Seroquel's record of causing sudden cardiac death was even on the docket at last year's FDA hearings, which Stan and Shirley White and Janette Layne attended.
According to Dr. Wayne Ray, who testified before the FDA's Psychopharmacologic Drugs Advisory Committee, one study involving 93,300 users of antipsychotic drugs -- half of whom were on atypical antipsychotics -- showed that such users were at no less than double the risk of a "sudden, fatal, pulseless condition, or collapse " consistent with a ventricular tachyarrhythmia occurring in the absence of a known, non-cardiac cause."
Ray, professor of preventive medicine at Vanderbilt University School of Medicine, published the findings in an article titled "Atypical antipsychotic drugs and the risk of sudden cardiac death," in the New England Journal of Medicine last year.
When committee members asked Ray how AstraZeneca's own studies, presented earlier at the hearings, could show no risk -- like the White/Layne VA Inspector General report -- he said the drug company data were skewed by "Simpson's paradox," the same statistical manipulations that made Vioxx look safe.
But unwilling to let Seroquel's approval prospects sink just because it's dangerous, the FDA's Marc Stone, a medical reviewer, donned his AstraZeneca hat at the hearing in a presentation rebutting Ray's testimony.
How can it be known if the death certificates in these cases were accurate, he asked, when "paramedics are more likely to identify some deaths as sudden cardiac deaths?"
"Smoking as an important risk factor for sudden cardiac death is unlikely to appear in the Medicaid claims data used in this study," Stone said of Ray's findings. "How do we know smoking wasn't a factor in the deaths -- or that antipsychotic users aren't less likely to 'communicate symptoms of cardiac disease to medical personnel?'"
He also pointed out that "Mental illness severe enough to require antipsychotic drugs " may also increase the chances of someone being homeless or living alone with little social contact," apparently forgetting that the purpose of the FDA hearings was to approve Seroquel for non-mentally ill people with anxiety and depression.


_Work order_
Each record should be given again exactly, and any picture in it left out.

=== Source information ===

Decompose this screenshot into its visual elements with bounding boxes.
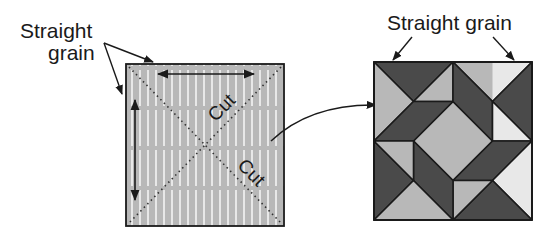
pointer-arrow-left-edge (104, 43, 122, 94)
quilt-block (374, 62, 532, 220)
left-panel: Straight grain Cut Cut (20, 19, 284, 226)
right-panel: Straight grain (374, 11, 532, 220)
pointer-arrow-top-edge (104, 43, 153, 62)
pointer-arrow-right-corner (493, 37, 514, 60)
fabric-square (126, 64, 284, 226)
straight-grain-label-line1: Straight (20, 19, 93, 42)
straight-grain-label-right: Straight grain (387, 11, 512, 34)
pointer-arrow-left-corner (393, 37, 412, 60)
straight-grain-label-line2: grain (48, 41, 95, 64)
quilt-diagram: Straight grain Cut Cut Straight grain (0, 0, 552, 240)
connector-arrow (271, 105, 376, 141)
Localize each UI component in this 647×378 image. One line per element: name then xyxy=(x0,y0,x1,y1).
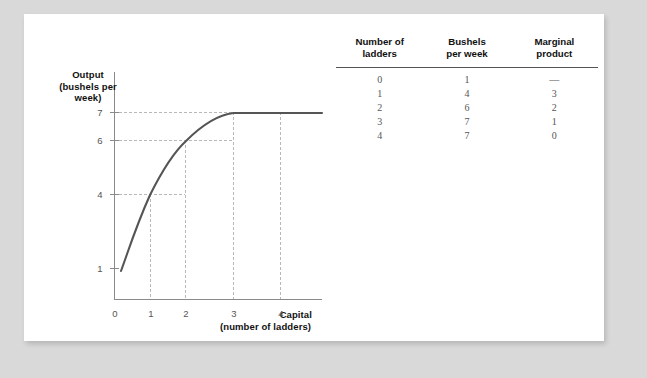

===

_Solution to the exercise_
Decompose this screenshot into its visual elements with bounding boxes.
pointer-arrow-left-edge (104, 43, 122, 94)
quilt-block (374, 62, 532, 220)
left-panel: Straight grain Cut Cut (20, 19, 284, 226)
right-panel: Straight grain (374, 11, 532, 220)
pointer-arrow-top-edge (104, 43, 153, 62)
pointer-arrow-right-corner (493, 37, 514, 60)
fabric-square (126, 64, 284, 226)
straight-grain-label-line1: Straight (20, 19, 93, 42)
straight-grain-label-right: Straight grain (387, 11, 512, 34)
pointer-arrow-left-corner (393, 37, 412, 60)
straight-grain-label-line2: grain (48, 41, 95, 64)
quilt-diagram: Straight grain Cut Cut Straight grain (0, 0, 552, 240)
connector-arrow (271, 105, 376, 141)
Localize each UI component in this 647×378 image. One line per element: name then xyxy=(x0,y0,x1,y1).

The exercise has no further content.